No one feuds quite as well as a celebrity woman. Don’t believe the sickly sweet farce between Ariana Grande and Cynthia Erivo, ego, bright lights and competition for stage time have always provoked infighting. But while leading ladies used to duke it out Bette Davis and Joan Crawford style, today’s celebrity duels are a lot nastier.
Over the weekend, Patti LuPone did something unheard of – she apologized. Or, at least, she released an apologetic statement. While appearing on Broadway in The Roommate, LuPone complained to the theater next door about a sound bleed from the Alicia Keys musical Hell’s Kitchen. After the sound was adjusted, LuPone sent the tech team some flowers and a thank you note. In response, Hell’s Kitchen star Kecia Lewis took to Instagram to call LuPone’s actions a “racial microaggression.” Not only was LuPone exerting her privilege and unconscious bias by calling a black production “too loud,” but Lewis also alleged that sending flowers was “bullying” by shutting down “meaningful dialogue.” After an open letter was published calling for LuPone to be boycotted by the Tonys, the apology appeared.
LuPone is notorious for putting the broad in Broadway – her loud mouth is infamous. She called Trump a “motherfucker” on the red carpet of the Tonys and notoriously trashed her dressing room after Andrew Webber snubbed her for Glenn Close – who she also called a “bitch”. Forget white privilege, this is diva privilege – when you’re that good an entertainer, you can pretty much say what you want. Before her apology, LuPone responded to Lewis’ video in an interview with the New Yorker by scoffing at her description of herself as a veteran: “let’s find out how many Broadway shows Kecia Lewis has done, because she doesn’t know what the fuck she’s talking about.” But accusations of racism can make or break a career, no matter its length or strength. Someone must have convinced LuPone of the dangers of not towing the line.
Was Hell’s Kitchen loud enough to warrant meddling in a production’s sound design? LuPone certainly has an issue with noise, complaining to the same New Yorker journalist that “the whole city is so fucking loud” while telling off two women having a noisy conversation at the next table. But to insist that LuPone’s actions were motivated by conscious or unconscious racial prejudice rather than annoyance at sound levels is a step too far – even for celebrity feuds. Saying “you’re racist” is the twenty-first century equivalent of “she’s a witch.” No matter what you do or say, there’s no way of removing the stain of that accusation, however unjust.
Five years after the murder of George Floyd and the subsequent birth of the Black Lives Matter movement, anti-racist ideology has become a censoring and occasionally cynical force. If people believe that the world is quite literally and unrelentingly black and white, they start to see racism where it isn’t. Remember that viral New York council meeting from 2020 in which a white man bouncing a baby on his knee was called racist – because the baby was black? “It hurts people when they see a white man bouncing a brown baby on their lap and they don’t know the context! That is harmful! That makes people cry” Thomas Wrocklage’s accuser told him. “I have to learn how to be a better white person. Read a book. Read Ibram Kendi. Read How to Talk to White People.” This is anti-racist politics in contemporary America.
Black Lives Matter, Critical Race Theory and “white privilege” ideology has done very little to improve the lives and opportunities of working-class black Americans. But it has provided a new language of identity politics for affluent Americans to whip each other with. As a result, all discussion about racial issues have been stifled – teachers now fear discussing brilliant works of anti-racist literature as the mere mention of the n-word in any context is liable to get you fired. This threat might make for good open letters and Instagram videos against people you’re annoyed with, but it is damaging any discussion of what a real anti-racist politics might look like.
LuPone’s non apology is entirely odd – both a crawling admission of guilt and an avoidance of the issue at hand. LuPone doesn’t think she’s racist, and yet is willing to entertain the idea that others think she might have been racist. She should have stuck with her original response – the middle-finger she’s given every other complainant in her career.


• Exercise directions:
Every record should be copied exactly, except that pictures are to be omitted.
#### Study material ####
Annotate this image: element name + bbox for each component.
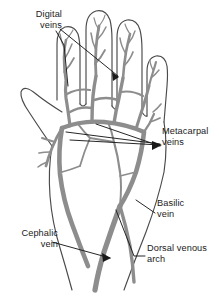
label-dorsal-venous-arch-line1: Dorsal venous — [147, 243, 219, 254]
label-digital-veins-line1: Digital — [6, 9, 62, 20]
metacarpal-vein-1 — [66, 82, 71, 126]
leader-basilic — [136, 200, 155, 213]
digital-vein-ring-b2 — [120, 38, 126, 54]
metacarpal-connector-3 — [121, 92, 143, 97]
digital-vein-little-b2 — [150, 60, 153, 70]
hand-veins-anatomy-figure: Digital veins Metacarpal veins Basilic v… — [0, 0, 219, 304]
arch-crosslink-4 — [114, 142, 120, 172]
little-finger-outline — [147, 56, 168, 122]
metacarpal-connector-1 — [70, 108, 92, 113]
arrowhead-metacarpal — [152, 141, 162, 150]
label-cephalic-vein-line2: vein — [2, 239, 58, 250]
wrist-trunk — [95, 206, 120, 290]
arch-crosslink-7 — [120, 172, 121, 206]
label-basilic-vein-line2: vein — [157, 209, 213, 220]
arch-crosslink-6 — [62, 166, 80, 172]
label-basilic-vein-line1: Basilic — [157, 198, 213, 209]
digital-vein-ring-main — [123, 34, 130, 78]
label-cephalic-vein: Cephalic vein — [2, 228, 58, 250]
label-digital-veins-line2: veins — [6, 20, 62, 31]
metacarpal-connector-2 — [94, 98, 118, 100]
digital-vein-middle-b5 — [99, 15, 105, 26]
arrowhead-cephalic — [102, 253, 111, 262]
thumb-vein-b2 — [39, 152, 50, 153]
arch-crosslink-1 — [78, 124, 90, 138]
wrist-trunk-branch — [120, 206, 134, 282]
finger-web-1 — [80, 104, 86, 106]
arrowhead-digital — [112, 72, 119, 81]
label-metacarpal-veins-line1: Metacarpal — [162, 126, 218, 137]
arch-crosslink-5 — [80, 138, 90, 166]
digital-vein-ring-b4 — [125, 24, 130, 34]
finger-web-3 — [142, 112, 147, 116]
label-cephalic-vein-line1: Cephalic — [2, 228, 58, 239]
label-basilic-vein: Basilic vein — [157, 198, 213, 220]
ulnar-tributary-1 — [144, 114, 154, 132]
ulnar-tributary-3 — [153, 104, 161, 112]
label-metacarpal-veins: Metacarpal veins — [162, 126, 218, 148]
label-dorsal-venous-arch: Dorsal venous arch — [147, 243, 219, 265]
digital-vein-middle-main — [96, 26, 100, 76]
label-dorsal-venous-arch-line2: arch — [147, 254, 219, 265]
digital-vein-middle-b4 — [94, 18, 99, 30]
label-metacarpal-veins-line2: veins — [162, 137, 218, 148]
label-digital-veins: Digital veins — [6, 9, 62, 31]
####
• Result of this exercise:
Annotate this image: element name + bbox for each component.
label-dorsal-venous-arch-line1: Dorsal venous — [147, 243, 219, 254]
label-digital-veins-line1: Digital — [6, 9, 62, 20]
metacarpal-vein-1 — [66, 82, 71, 126]
leader-basilic — [136, 200, 155, 213]
digital-vein-ring-b2 — [120, 38, 126, 54]
metacarpal-connector-3 — [121, 92, 143, 97]
digital-vein-little-b2 — [150, 60, 153, 70]
hand-veins-anatomy-figure: Digital veins Metacarpal veins Basilic v… — [0, 0, 219, 304]
arch-crosslink-4 — [114, 142, 120, 172]
little-finger-outline — [147, 56, 168, 122]
metacarpal-connector-1 — [70, 108, 92, 113]
arrowhead-metacarpal — [152, 141, 162, 150]
label-cephalic-vein-line2: vein — [2, 239, 58, 250]
wrist-trunk — [95, 206, 120, 290]
arch-crosslink-7 — [120, 172, 121, 206]
label-basilic-vein-line2: vein — [157, 209, 213, 220]
arch-crosslink-6 — [62, 166, 80, 172]
label-basilic-vein-line1: Basilic — [157, 198, 213, 209]
digital-vein-ring-main — [123, 34, 130, 78]
label-cephalic-vein: Cephalic vein — [2, 228, 58, 250]
label-digital-veins-line2: veins — [6, 20, 62, 31]
metacarpal-connector-2 — [94, 98, 118, 100]
digital-vein-middle-b5 — [99, 15, 105, 26]
arrowhead-cephalic — [102, 253, 111, 262]
thumb-vein-b2 — [39, 152, 50, 153]
arch-crosslink-1 — [78, 124, 90, 138]
wrist-trunk-branch — [120, 206, 134, 282]
finger-web-1 — [80, 104, 86, 106]
arrowhead-digital — [112, 72, 119, 81]
label-metacarpal-veins-line1: Metacarpal — [162, 126, 218, 137]
arch-crosslink-5 — [80, 138, 90, 166]
digital-vein-ring-b4 — [125, 24, 130, 34]
finger-web-3 — [142, 112, 147, 116]
label-cephalic-vein-line1: Cephalic — [2, 228, 58, 239]
label-basilic-vein: Basilic vein — [157, 198, 213, 220]
ulnar-tributary-1 — [144, 114, 154, 132]
ulnar-tributary-3 — [153, 104, 161, 112]
label-metacarpal-veins: Metacarpal veins — [162, 126, 218, 148]
label-dorsal-venous-arch: Dorsal venous arch — [147, 243, 219, 265]
digital-vein-middle-main — [96, 26, 100, 76]
label-dorsal-venous-arch-line2: arch — [147, 254, 219, 265]
digital-vein-middle-b4 — [94, 18, 99, 30]
label-metacarpal-veins-line2: veins — [162, 137, 218, 148]
label-digital-veins: Digital veins — [6, 9, 62, 31]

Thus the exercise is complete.